After four posts and a lot of purple prose about Uzbekistan, I feel the need to wax poetic about Kazakhstan, where I actually live.
I returned from Uzbekistan just in time to join a consulate field trip to Charyn Canyon, Kazakhstan’s answer to the Grand Canyon.
Disclosure: I’ve never been to the American wonder so I can’t really compare. But Charyn looks similar to what I’ve seen in pictures—think striations of rock in autumnal colors—although much smaller. Smaller as in Thelma and Louise could have made that jump.
The full canyon is about 50 miles long, but on a day trip from Almaty, most stick to the stretch known as the Valley of Castles. Here, a two kilometer hike takes you from a parking area down to the Sharon river, passing by sandstone rock formations that look very much like the ruined mudbrick kasbahs I know from Morocco. In addition to the castle formations, there were a couple of rocks that looked like they were maybe one millimeter away from breaking free and allowing us all to play Indiana Jones.
The drive there is several hours, out into the steppe. While it’s not the flat as a pancake steppe of northern Kazakhstan, it flattens out enough that finding such a dramatic landscape in the middle of it is surprising.

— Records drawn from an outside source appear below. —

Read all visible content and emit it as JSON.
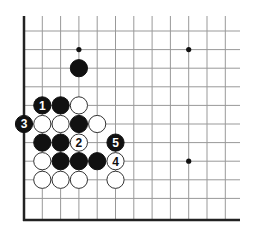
{
  "board": {
    "origin_x": 24,
    "origin_y": 31,
    "spacing_x": 18.3,
    "spacing_y": 18.6,
    "columns": 12,
    "rows": 11,
    "top_y": 16,
    "right_x": 240,
    "bottom_y": 220,
    "line_color": "#999999",
    "edge_color": "#222222",
    "star_points": [
      [
        3,
        1
      ],
      [
        9,
        1
      ],
      [
        9,
        7
      ]
    ]
  },
  "stones": [
    {
      "col": 3,
      "row": 2,
      "color": "black",
      "label": ""
    },
    {
      "col": 1,
      "row": 4,
      "color": "black",
      "label": "1"
    },
    {
      "col": 2,
      "row": 4,
      "color": "black",
      "label": ""
    },
    {
      "col": 3,
      "row": 4,
      "color": "white",
      "label": ""
    },
    {
      "col": 0,
      "row": 5,
      "color": "black",
      "label": "3"
    },
    {
      "col": 1,
      "row": 5,
      "color": "white",
      "label": ""
    },
    {
      "col": 2,
      "row": 5,
      "color": "white",
      "label": ""
    },
    {
      "col": 3,
      "row": 5,
      "color": "black",
      "label": ""
    },
    {
      "col": 4,
      "row": 5,
      "color": "white",
      "label": ""
    },
    {
      "col": 1,
      "row": 6,
      "color": "black",
      "label": ""
    },
    {
      "col": 2,
      "row": 6,
      "color": "black",
      "label": ""
    },
    {
      "col": 3,
      "row": 6,
      "color": "white",
      "label": "2"
    },
    {
      "col": 5,
      "row": 6,
      "color": "black",
      "label": "5"
    },
    {
      "col": 1,
      "row": 7,
      "color": "white",
      "label": ""
    },
    {
      "col": 2,
      "row": 7,
      "color": "black",
      "label": ""
    },
    {
      "col": 3,
      "row": 7,
      "color": "black",
      "label": ""
    },
    {
      "col": 4,
      "row": 7,
      "color": "black",
      "label": ""
    },
    {
      "col": 5,
      "row": 7,
      "color": "white",
      "label": "4"
    },
    {
      "col": 1,
      "row": 8,
      "color": "white",
      "label": ""
    },
    {
      "col": 2,
      "row": 8,
      "color": "white",
      "label": ""
    },
    {
      "col": 3,
      "row": 8,
      "color": "white",
      "label": ""
    },
    {
      "col": 5,
      "row": 8,
      "color": "white",
      "label": ""
    }
  ]
}
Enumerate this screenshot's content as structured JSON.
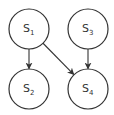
{
  "diagram": {
    "type": "directed-graph",
    "nodes": [
      {
        "id": "S1",
        "base": "S",
        "sub": "1",
        "cx": 29,
        "cy": 29,
        "r": 20
      },
      {
        "id": "S2",
        "base": "S",
        "sub": "2",
        "cx": 29,
        "cy": 89,
        "r": 20
      },
      {
        "id": "S3",
        "base": "S",
        "sub": "3",
        "cx": 88,
        "cy": 29,
        "r": 20
      },
      {
        "id": "S4",
        "base": "S",
        "sub": "4",
        "cx": 88,
        "cy": 89,
        "r": 20
      }
    ],
    "edges": [
      {
        "from": "S1",
        "to": "S2"
      },
      {
        "from": "S1",
        "to": "S4"
      },
      {
        "from": "S3",
        "to": "S4"
      }
    ],
    "colors": {
      "stroke": "#333333",
      "background": "#ffffff"
    }
  }
}
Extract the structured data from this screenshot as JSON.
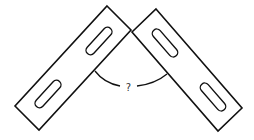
{
  "diagram": {
    "title": "",
    "angle_label": "?",
    "elements": [
      {
        "name": "left-bracket-bar",
        "slots": 2
      },
      {
        "name": "right-bracket-bar",
        "slots": 2
      },
      {
        "name": "angle-arc",
        "label": "?"
      }
    ],
    "colors": {
      "stroke": "#111111",
      "background": "#ffffff"
    }
  }
}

Touted as one of Kazakhstan’s greatest natural wonders, this is a popular destination for locals and tourists alike so you shouldn’t expect perfect tranquility. But it was very clean, which is good because my Russian tutor told me the last time she went (two years ago) it was full of litter. Maybe they’ve invested some more resources in upkeep. And maybe next they could invest in better translation services? What if this signage, in Kazakh, Russian, and “English” is a future civilization’s Rosetta Stone?
For those who want to linger, the trail ends near a restaurant and several lodging options, including cabins and yurts.
My lagging energy level told me the hike back was harder than I expected and my health app said I climbed over 70 floors! For those who don’t care about getting their steps in, golf cart style transport was running between the river and the staircase up to the parking area.
My next Kazakhstan excursion was over last week’s long weekend when a colleague from Astana/Nur-Sultan invited me to join her on a trip to Shymkent, Kazakhstan’s third largest city (after Almaty and Astana) and the most “Kazakh,” as opposed to “Russian,” of the three. How appropriate for the holiday I prefer to call Indigenous People’s Day.
I can usually recognize the difference between written Kazakh and Russian and I quickly saw that Kazakh is given pride of place in signage in Shymkent. My colleague, who had extensive Russian-language training, noticed it in the predominance of the spoken language. If she spoke in Russian they would often answer with their own Russian that lapsed into a kind of Russian-Kazakh patois.
Shymkent isn’t exactly full of sights. It’s an old city, a big enough stop on the old silk road for Genghis Khan to bother razing it to the ground, but the visible history doesn’t stretch much earlier than initial Russian dominance. We met up with a Fulbright English Teaching Assistant who lives and works there and he had nothing but praise for the friendliness of locals. That was our experience too. I can see that if you live there, you could keep busy—lovely parks and good restaurants and a serviceable locally brewed pilsner. Close to the border with Uzbekistan, it has a sizable Uzbek population and you’ll find tashkentsky (Tashkent Style) plov on many menus. My colleague, living in mostly treeless Nur-Sultan, especially enjoyed the parks and tree-lined boulevards.
Most tourists, if they stop, stop briefly en route between Almaty and Turkistan. That’s probably the way to go. We flew in early in the morning on day one and flew out the evening of the next day and were kind of scraping the bottom of the barrel of things to do by the last few hours. The one museum I wanted to stop in (Museum of Victims of Political Repression) was closed on the weekends. But among markets, restaurants, and parks we kept ourselves mostly busy.
Here we get to the problem and the joy of foreign service. If I was advising a regular tourist I’d say get a car or a car+driver and go Almaty to Shymkent and then onto Turkistan over maybe a course of four or five days. Stop at Taraz, one of Kazakhstan’s oldest cities, Sayram, birthplace of the holy man buried in Turkistan, and at the ruins of Sauran, former Mongol capital city near Turkistan.
Problematically, I am not on vacation all the time. My travel is within the confines of weekends. So I took one weekend to go to to Turkistan and another to go to Shymkent but have missed those surrounding areas. Yet if I was not in the Foreign Service I likely wouldn’t get to Turkistan and Shymkent at all. So it’s glass half full or half empty depending on how you want to see it I guess.
I’m just days shy of my one year mark here in Kazakhstan and, if the current plan holds, have eleven months left. Time is ticking! If this winter is anything like last, hibernation season is about to set in and I won’t be doing much in the way of regional exploration until spring. Nice to see a few more bits of Kazakhstan before I stop wanting to leave the house at all.